Abstract

The etiologic agent in a case of streptococcal pseudomembranous conjunctivitis which occurred in a girl 6 years old was investigated over a period of 30 months. In the left eye, an extensive involvement of the cornea did not respond to ordinary treatment and after a few months the eye was enucleated. Later the right eye was attacked and there also developed a pseudomembranous vaginitis and acute glomerular nephritis. Various organisms were isolated from the bacterial flora of vagina and conjunctiva, but Streptococcus haemolyticus alone reproduced the symptoms in laboratory animals. At each exacerbation of the disease this organism appeared in cultures, then disappeared after a short time, although the pseudomembranes continued to form, leading to the conviction that the organism persisted dormant subconjunctivally.

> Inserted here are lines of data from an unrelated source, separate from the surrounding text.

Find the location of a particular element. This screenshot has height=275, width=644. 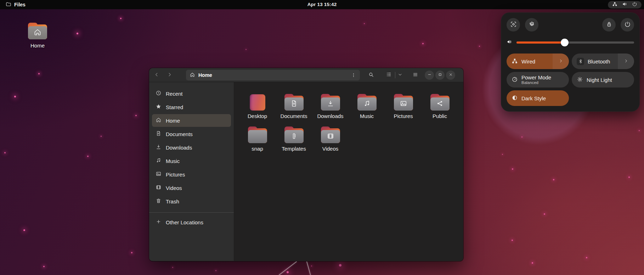

current-location: Home is located at coordinates (205, 75).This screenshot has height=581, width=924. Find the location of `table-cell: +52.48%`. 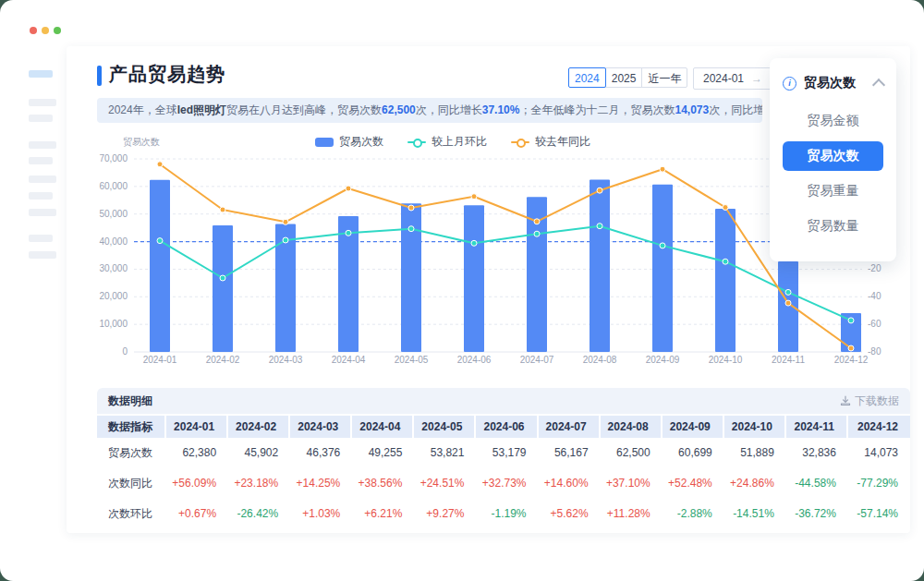

table-cell: +52.48% is located at coordinates (693, 484).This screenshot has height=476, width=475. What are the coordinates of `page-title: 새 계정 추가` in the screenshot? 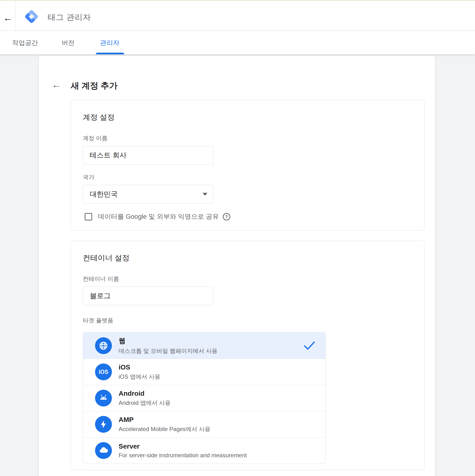 It's located at (94, 86).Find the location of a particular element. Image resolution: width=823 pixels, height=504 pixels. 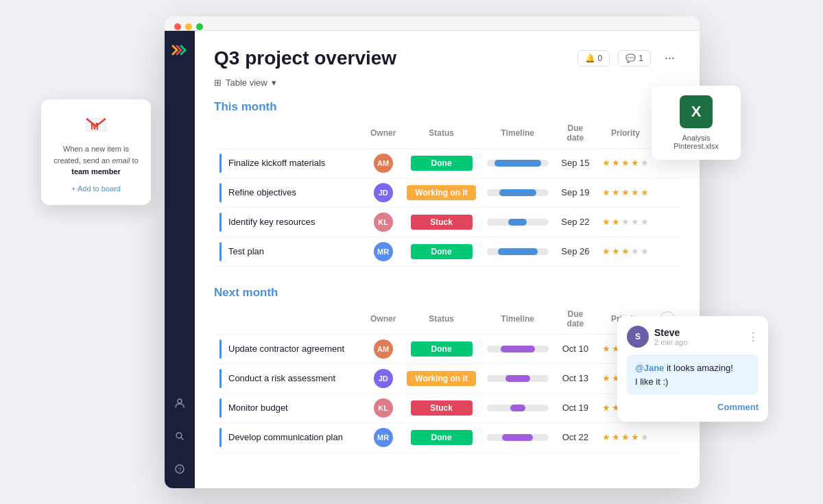

search-icon is located at coordinates (180, 436).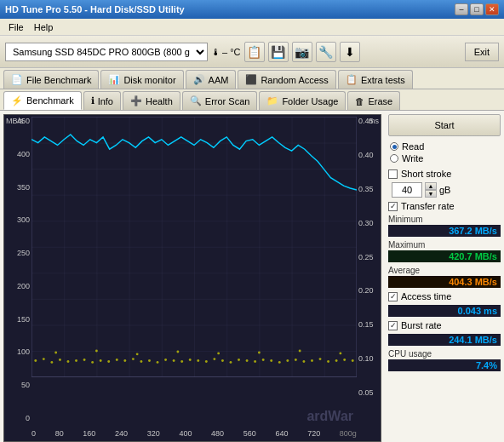 This screenshot has width=504, height=442. What do you see at coordinates (211, 79) in the screenshot?
I see `tab-aam: 🔊 AAM` at bounding box center [211, 79].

Lesions of the right eye and vagina responded favorably to treatment with scarlet-fever streptococcal antitoxin and apparently healed after immunization with scarlet-fever toxin and autogenous vaccine, although a granuloma persisted in the left socket over the entire period of 30 months. Extensive studies into the nature of the organism were made as well as pathologic investigations of sections of the pseudomembranes and the enucleated eye. From the Department of Ophthalmology, College of Medicine, State University of Iowa. Read before the Association for Research in Ophthalmology, Atlantic City, June 11, 1935.